Britons are battling existential anxiety due to Brexit, psychologist warns

There is a rising tide of anxiety sweeping over the UK, according the Mental Health Foundation, who report an increase of over 12 per cent in the 14 years between 1993 and 2007.

One of these is generalised anxiety characterised by a constant sense of dread in the absence of clear-cut catalysts.

Clients present with an array of existential worries, a set of big ‘life questions” that they are unable to answer resulting in feelings of unresolvable distress

Existential worries

For example, climate change is linked to solastalgia which is a nebulous fearfulness that environmental deterioration has reached the point of no return.

Societal death anxiety (related to the end of the world) is another variant of this.

Months of uncertainty during the Brexit negotiations can act as one of the macro-happenings that tips some people with sub-clinical anxiety over the edge.

To a degree, I believe that we are feeling the effects of a collective hyper-vigilism. Our modern day 24/7 lifestyles and the ensuing sensory overload means that inadvertently we are training our brains to stay ‘on’ almost all the time.

24/7 lifestyles

And because bad news gets more media attention than good news, we have become conditioned to expect a threat whenever our devices ping.

This serves to activate our sympathetic nervous systems (SNS) into a flight-fight-freeze response putting it out of balance with our parasympathetic nervous system (PNS) which oversees rest and recovery.

A dominant SNS has a severely disruptive effect on sleep, which in turn undermines metabolic health so impacting energy levels and mood states.

Understandably, in such circumstances, we can turn to self-soothing behaviours, such as comfort overeating, bingeing on box sets, too much time gaming and on social media – this can all too easily become a self-reinforcing vicious circle.

The run up to 29 March means that many of us may be feeling the build-up of existential anxiety. We don’t have much choice but to push on through.

Vicious circle

But we can take control when it comes to the quality and quantity of the information that reaches us, we can curate our news feeds, we can turn off news notifications, we can ensure a two hour tech-free window before sleeping.

In short, we can decide to switch off.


Each entry below should be echoed exactly, with pictures omitted.

-*-

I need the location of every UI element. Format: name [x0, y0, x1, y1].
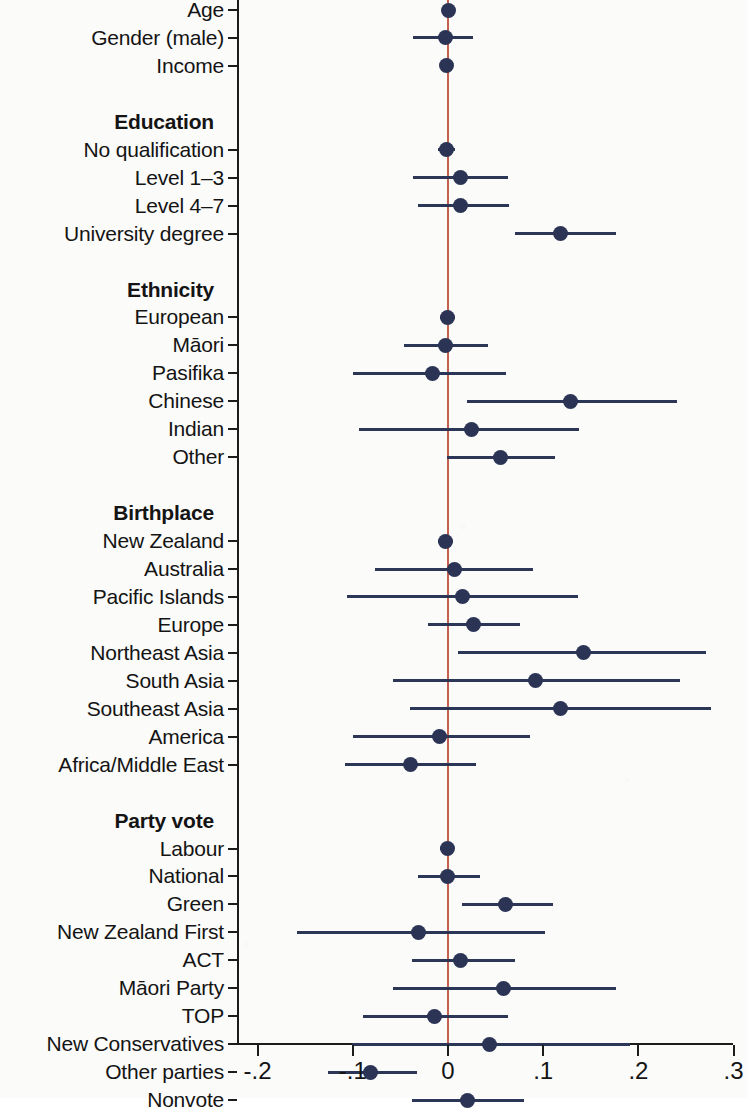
y-axis-tick: [228, 596, 237, 598]
estimate-point-marker: [447, 562, 462, 577]
y-axis-tick: [228, 400, 237, 402]
y-axis-tick: [228, 959, 237, 961]
estimate-point-marker: [425, 366, 440, 381]
y-axis-tick: [228, 344, 237, 346]
row-label: Africa/Middle East: [58, 754, 224, 775]
x-axis-tick: [542, 1045, 544, 1056]
x-axis-tick: [733, 1045, 735, 1056]
estimate-point-marker: [439, 142, 454, 157]
x-axis-tick: [257, 1045, 259, 1056]
estimate-point-marker: [528, 673, 543, 688]
estimate-point-marker: [460, 1093, 475, 1108]
y-axis-tick: [228, 652, 237, 654]
row-label: Pacific Islands: [93, 586, 224, 607]
y-axis-tick: [228, 316, 237, 318]
y-axis-tick: [228, 987, 237, 989]
y-axis-tick: [228, 149, 237, 151]
y-axis-tick: [228, 9, 237, 11]
estimate-point-marker: [439, 58, 454, 73]
group-heading: Education: [114, 111, 214, 132]
y-axis-tick: [228, 624, 237, 626]
estimate-point-marker: [453, 198, 468, 213]
y-axis-tick: [228, 65, 237, 67]
row-label: New Zealand: [102, 530, 224, 551]
row-label: Labour: [160, 838, 224, 859]
estimate-point-marker: [411, 925, 426, 940]
row-label: Green: [167, 893, 224, 914]
estimate-point-marker: [496, 981, 511, 996]
estimate-point-marker: [563, 394, 578, 409]
estimate-point-marker: [438, 534, 453, 549]
estimate-point-marker: [403, 757, 418, 772]
estimate-point-marker: [466, 617, 481, 632]
x-axis-tick: [352, 1045, 354, 1056]
y-axis-tick: [228, 903, 237, 905]
row-label: America: [148, 726, 224, 747]
y-axis-tick: [228, 372, 237, 374]
estimate-point-marker: [440, 310, 455, 325]
y-axis-tick: [228, 177, 237, 179]
estimate-point-marker: [441, 3, 456, 18]
row-label: New Zealand First: [57, 921, 224, 942]
row-label: Europe: [157, 614, 224, 635]
estimate-point-marker: [440, 841, 455, 856]
row-label: Australia: [144, 558, 224, 579]
estimate-point-marker: [432, 729, 447, 744]
group-heading: Birthplace: [113, 502, 214, 523]
y-axis-tick: [228, 736, 237, 738]
y-axis-tick: [228, 680, 237, 682]
y-axis-tick: [228, 848, 237, 850]
estimate-point-marker: [553, 701, 568, 716]
row-label: New Conservatives: [47, 1033, 225, 1054]
row-label: European: [135, 306, 224, 327]
y-axis-tick: [228, 1015, 237, 1017]
x-axis-tick-label: .3: [724, 1058, 744, 1084]
y-axis-tick: [228, 428, 237, 430]
row-label: University degree: [64, 223, 224, 244]
row-label: Pasifika: [152, 362, 224, 383]
row-label: Indian: [168, 418, 224, 439]
row-label: Age: [187, 0, 224, 20]
x-axis-tick: [637, 1045, 639, 1056]
estimate-point-marker: [493, 450, 508, 465]
y-axis-tick: [228, 540, 237, 542]
group-heading: Party vote: [114, 810, 214, 831]
estimate-point-marker: [553, 226, 568, 241]
x-axis-tick-label: -.2: [244, 1058, 272, 1084]
y-axis-tick: [228, 205, 237, 207]
estimate-point-marker: [453, 953, 468, 968]
row-label: Māori: [172, 334, 224, 355]
y-axis-tick: [228, 708, 237, 710]
row-label: Chinese: [148, 390, 224, 411]
estimate-point-marker: [440, 869, 455, 884]
y-axis-tick: [228, 931, 237, 933]
estimate-point-marker: [438, 338, 453, 353]
estimate-point-marker: [464, 422, 479, 437]
y-axis-tick: [228, 233, 237, 235]
row-label: South Asia: [126, 670, 224, 691]
y-axis-tick: [228, 1099, 237, 1101]
row-label: Level 4–7: [135, 195, 224, 216]
y-axis-tick: [228, 1071, 237, 1073]
estimate-point-marker: [427, 1009, 442, 1024]
row-label: Nonvote: [147, 1089, 224, 1110]
row-label: Southeast Asia: [87, 698, 224, 719]
x-axis-tick-label: .1: [533, 1058, 553, 1084]
estimate-point-marker: [453, 170, 468, 185]
row-label: Māori Party: [119, 977, 224, 998]
estimate-point-marker: [576, 645, 591, 660]
row-label: National: [149, 865, 224, 886]
x-axis-tick: [447, 1045, 449, 1056]
y-axis-line: [237, 0, 239, 1045]
y-axis-tick: [228, 456, 237, 458]
x-axis-tick-label: -.1: [339, 1058, 367, 1084]
row-label: Level 1–3: [135, 167, 224, 188]
y-axis-tick: [228, 568, 237, 570]
estimate-point-marker: [438, 30, 453, 45]
row-label: Gender (male): [91, 27, 224, 48]
estimate-point-marker: [482, 1037, 497, 1052]
row-label: Other: [172, 446, 224, 467]
y-axis-tick: [228, 875, 237, 877]
estimate-point-marker: [498, 897, 513, 912]
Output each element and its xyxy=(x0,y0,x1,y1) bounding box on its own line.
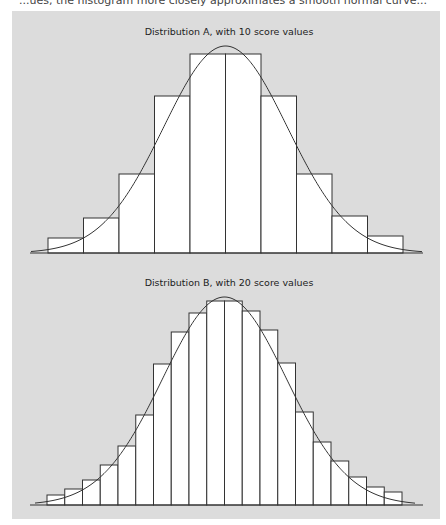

-*-

Solution to this exercise:
I need the location of every UI element. Format: name [x0, y0, x1, y1].
y-axis-tick: [228, 596, 237, 598]
estimate-point-marker: [447, 562, 462, 577]
y-axis-tick: [228, 400, 237, 402]
y-axis-tick: [228, 959, 237, 961]
estimate-point-marker: [425, 366, 440, 381]
y-axis-tick: [228, 344, 237, 346]
row-label: Africa/Middle East: [58, 754, 224, 775]
x-axis-tick: [542, 1045, 544, 1056]
x-axis-tick: [733, 1045, 735, 1056]
estimate-point-marker: [439, 142, 454, 157]
x-axis-tick: [257, 1045, 259, 1056]
estimate-point-marker: [528, 673, 543, 688]
estimate-point-marker: [460, 1093, 475, 1108]
y-axis-tick: [228, 652, 237, 654]
row-label: Pacific Islands: [93, 586, 224, 607]
y-axis-tick: [228, 316, 237, 318]
y-axis-tick: [228, 987, 237, 989]
y-axis-tick: [228, 149, 237, 151]
y-axis-tick: [228, 9, 237, 11]
estimate-point-marker: [439, 58, 454, 73]
group-heading: Education: [114, 111, 214, 132]
y-axis-tick: [228, 624, 237, 626]
estimate-point-marker: [453, 198, 468, 213]
y-axis-tick: [228, 65, 237, 67]
row-label: New Zealand: [102, 530, 224, 551]
row-label: Labour: [160, 838, 224, 859]
estimate-point-marker: [411, 925, 426, 940]
row-label: Green: [167, 893, 224, 914]
estimate-point-marker: [496, 981, 511, 996]
estimate-point-marker: [563, 394, 578, 409]
estimate-point-marker: [438, 534, 453, 549]
estimate-point-marker: [403, 757, 418, 772]
estimate-point-marker: [466, 617, 481, 632]
x-axis-tick: [352, 1045, 354, 1056]
y-axis-tick: [228, 903, 237, 905]
row-label: America: [148, 726, 224, 747]
y-axis-tick: [228, 372, 237, 374]
estimate-point-marker: [440, 310, 455, 325]
y-axis-tick: [228, 177, 237, 179]
estimate-point-marker: [441, 3, 456, 18]
row-label: New Zealand First: [57, 921, 224, 942]
row-label: Europe: [157, 614, 224, 635]
estimate-point-marker: [440, 841, 455, 856]
row-label: Australia: [144, 558, 224, 579]
estimate-point-marker: [432, 729, 447, 744]
group-heading: Birthplace: [113, 502, 214, 523]
y-axis-tick: [228, 736, 237, 738]
y-axis-tick: [228, 680, 237, 682]
y-axis-tick: [228, 848, 237, 850]
estimate-point-marker: [553, 701, 568, 716]
row-label: New Conservatives: [47, 1033, 225, 1054]
row-label: European: [135, 306, 224, 327]
y-axis-tick: [228, 1015, 237, 1017]
x-axis-tick-label: .3: [724, 1058, 744, 1084]
y-axis-tick: [228, 428, 237, 430]
row-label: University degree: [64, 223, 224, 244]
row-label: Pasifika: [152, 362, 224, 383]
row-label: Indian: [168, 418, 224, 439]
row-label: Age: [187, 0, 224, 20]
x-axis-tick: [637, 1045, 639, 1056]
estimate-point-marker: [493, 450, 508, 465]
y-axis-tick: [228, 540, 237, 542]
group-heading: Party vote: [114, 810, 214, 831]
estimate-point-marker: [553, 226, 568, 241]
x-axis-tick-label: -.2: [244, 1058, 272, 1084]
y-axis-tick: [228, 205, 237, 207]
estimate-point-marker: [453, 953, 468, 968]
row-label: Māori: [172, 334, 224, 355]
y-axis-tick: [228, 708, 237, 710]
row-label: Chinese: [148, 390, 224, 411]
estimate-point-marker: [440, 869, 455, 884]
y-axis-tick: [228, 931, 237, 933]
estimate-point-marker: [438, 338, 453, 353]
estimate-point-marker: [464, 422, 479, 437]
y-axis-tick: [228, 233, 237, 235]
row-label: South Asia: [126, 670, 224, 691]
y-axis-tick: [228, 1099, 237, 1101]
row-label: Level 4–7: [135, 195, 224, 216]
y-axis-tick: [228, 1071, 237, 1073]
estimate-point-marker: [427, 1009, 442, 1024]
row-label: Nonvote: [147, 1089, 224, 1110]
row-label: Southeast Asia: [87, 698, 224, 719]
x-axis-tick-label: .1: [533, 1058, 553, 1084]
estimate-point-marker: [453, 170, 468, 185]
row-label: Māori Party: [119, 977, 224, 998]
estimate-point-marker: [576, 645, 591, 660]
row-label: National: [149, 865, 224, 886]
x-axis-tick: [447, 1045, 449, 1056]
y-axis-line: [237, 0, 239, 1045]
y-axis-tick: [228, 456, 237, 458]
x-axis-tick-label: -.1: [339, 1058, 367, 1084]
row-label: Level 1–3: [135, 167, 224, 188]
y-axis-tick: [228, 568, 237, 570]
estimate-point-marker: [438, 30, 453, 45]
row-label: Gender (male): [91, 27, 224, 48]
estimate-point-marker: [482, 1037, 497, 1052]
row-label: Other: [172, 446, 224, 467]
y-axis-tick: [228, 875, 237, 877]
estimate-point-marker: [498, 897, 513, 912]
Output each element and its xyxy=(x0,y0,x1,y1) bounding box on its own line.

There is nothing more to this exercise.